STOCKHOLM, Sweden (AP) - Hundreds of people packed a Stockholm church on Sunday for a memorial service on the second anniversary of the murder of Foreign Minister Anna Lindh.
Bo Holmberg, Lindh's husband, and Social Democratic Party secretary Marita Ulvskog laid a wreath of roses at her grave - already covered with hundreds of flowers - at the Katarina Church cemetery after the service.
Lindh, a 46-year-old who was widely seen as Sweden's next prime minister, was attacked as she shopped unguarded with a friend on Sept. 10, 2003. Her attacker, Mijailo Mijailovic, stabbed her at least seven times in the stomach, chest and arm. She died at a hospital the next morning.
"It's important that we remember Anna Lindh," Prime Minister Goran Persson wrote in a column Sunday in the tabloid Aftonbladet. "When I'm travelling and representing Sweden abroad, I'm constantly reminded of Anna. I meet her friends and talk about the issues she stood up for."
To honour her memory, the Anna Lindh Memorial Fund and a Swedish theatre group on Sunday held seminars in 10 cities on human trafficking - an evil Lindh combatted.
Mijailovic has been serving a life sentence since December, but will be moved from a high-security prison to a psychiatric clinic, prison officials said Friday.
He confessed to the stabbing, saying it was an impulse attack ordered by voices in his head, but insisted he didn't mean to kill Lindh.
In December, the Supreme Court sentenced him to life imprisonment, overturning a ruling by a lower court that had sentenced him to psychiatric care.
Mijailovic, a citizen of Serbia and Montenegro who renounced his Swedish citizenship last year, has requested to serve his prison sentence in the Balkan country.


**WORK TO COMPLETE**
Leaving out the pictures, please retype each record exactly.
DATASET ENTRIES Block Start
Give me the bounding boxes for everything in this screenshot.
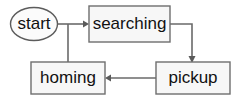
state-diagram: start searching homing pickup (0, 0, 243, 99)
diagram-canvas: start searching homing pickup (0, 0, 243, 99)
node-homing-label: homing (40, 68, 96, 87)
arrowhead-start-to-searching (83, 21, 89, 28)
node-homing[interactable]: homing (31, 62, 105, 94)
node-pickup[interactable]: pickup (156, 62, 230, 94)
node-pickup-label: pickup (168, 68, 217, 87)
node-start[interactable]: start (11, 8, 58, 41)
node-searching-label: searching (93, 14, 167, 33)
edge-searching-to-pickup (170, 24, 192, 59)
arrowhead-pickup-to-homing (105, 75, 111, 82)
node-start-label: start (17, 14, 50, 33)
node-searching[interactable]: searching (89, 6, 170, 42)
DATASET ENTRIES Block End
**THE COMPLETED TASK**
Give me the bounding boxes for everything in this screenshot.
state-diagram: start searching homing pickup (0, 0, 243, 99)
diagram-canvas: start searching homing pickup (0, 0, 243, 99)
node-homing-label: homing (40, 68, 96, 87)
arrowhead-start-to-searching (83, 21, 89, 28)
node-homing[interactable]: homing (31, 62, 105, 94)
node-pickup[interactable]: pickup (156, 62, 230, 94)
node-pickup-label: pickup (168, 68, 217, 87)
node-start[interactable]: start (11, 8, 58, 41)
node-searching-label: searching (93, 14, 167, 33)
edge-searching-to-pickup (170, 24, 192, 59)
arrowhead-pickup-to-homing (105, 75, 111, 82)
node-start-label: start (17, 14, 50, 33)
node-searching[interactable]: searching (89, 6, 170, 42)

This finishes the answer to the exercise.